Way back in February when we were planning the editorial calendar for this blog, writing about “the state of our industry” for my September post seemed like a good idea.
If I were writing this 8 years ago, I would have said it was search engine optimization. Three years later, in 2008, I would have said it was search engine marketing.
By 2009 DBE started linking SEO
and social media marketing together. This was because our optimization team had
picked up on algorithm shifts that showed the search engines were rewarding websites
for brands that were talked about in the social channel with better natural
rankings. I presented an overview with case studies at at the Custom Content Council’s Media Day in NYC in the summer of 2011.
A year later, Fast Company invited me to write about this trend. A number of optimizers reacted very negatively to the article, saying they just didn't see what my experts were seeing, but quite a few others responded that they, too, were beginning to see proof that social mentions were impacting their websites’ rankings. And now this approach, which was controversial to so many just a year ago, is considered to be SEO best practices today.
But the evolution of “our industry” should not just be viewed in terms of algorithmic changes.
At a future-focused conference for Business Development Institute back in July
2010 I talked about media convergence and how delivery devices were no longer marketing
channels. I showed how the lines were rapidly
blurring between television, the Web, print, mobile and social media and that
people would “tune into” each according to their needs, and that those needs
would be driven by content and engagement preferences. As marketers, I said our
job would be to ensure that messaging was found wherever stakeholders
congregated on the Web and that a brand’s messaging was relevant wherever it
was encountered, “breadcrumbing” stakeholders to other encounter points until
they had enough of the pieces of a brand’s story to make a purchase decision. (And then to stay engaged with the brand for
ongoing purchase opportunities.)
During the last few years, DBE’s
leadership team has continued to evangelize about this need for true marketing
integration, from a
planning, execution, and analytics perspective.
Most recently, Marc Engelsman, our director of client strategies and
analytics, spoke about this at Integrated Marketing Week 2013 in New York
City. We've shown how brands benefit
from an integrated approach that abandons silo-thinking (SEO, PPC, social
media, TV, email, etc. as separate, unrelated tactics) and instead markets strategically
from the purchaser’s perspective. When
marketers are collaborative with their audiences, engagement rises and sales,
along with other business actions, rise along with them.
Integrating all of their owned, earned and paid digital activities with offline marketing to create synchronicity and natural content flow is what marketers are striving for now. Content strategy, planning, and creation are mission critical. So are sparking and facilitating social media conversations around that content and other topics important to brand’s audiences. Every brand is a publisher, and every social media community manager is a reporter, a publicist, and an advocate for the community all rolled into one.

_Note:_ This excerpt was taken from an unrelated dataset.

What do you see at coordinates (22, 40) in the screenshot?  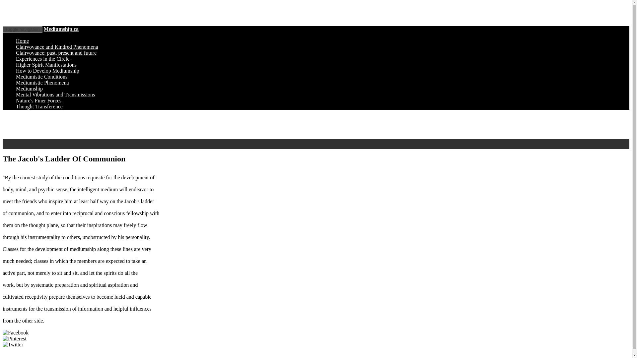 I see `Home` at bounding box center [22, 40].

All this leads me to now think of “our industry” as digital marketing—but I only add “digital” as an adjective because DBE’s deliverables tend to be executed in the digital space, even though our value to our clients is coming from the branding and strategy perspectives these days as much as it comes from result-producing executions. In time so much more marketing will be done digitally than is done “traditionally” that it will no longer be necessary to use the adjective “digital.”
In fact, it’s already happening. A story in The Wall Street Journal reported P&G is shifting even more spend
to digital, with 25-35% of its budget in the US going to digital channels like
social media and PPC. What’s more, P&G executives said digital media
in many cases is proving to be a faster and cheaper way for P&G's brands to
reach consumers, and feedback is also faster. So as a less expensive
channel, the emphasis for digital can be stronger while the dollars are
proportionately lower than what is spent on more production-intensive television
and broadcast and costly print.
So “our industry” really is marketing. And the state of it is that it’s booming, it’s shaking people up, it’s creating new opportunities. Looking forward, it’s going to be less about specialists and more about renaissance thinkers who are creative, innovative, collaborative, analytic and thoughtful. It’s going to require marketers who can leverage technologies and tools to help them think better, smarter, faster and in ways that take marketing to new heights. It’s going to create new avenues to success for those ready to embrace what marketing has always been about: connecting brands with the people who will benefit from them the most.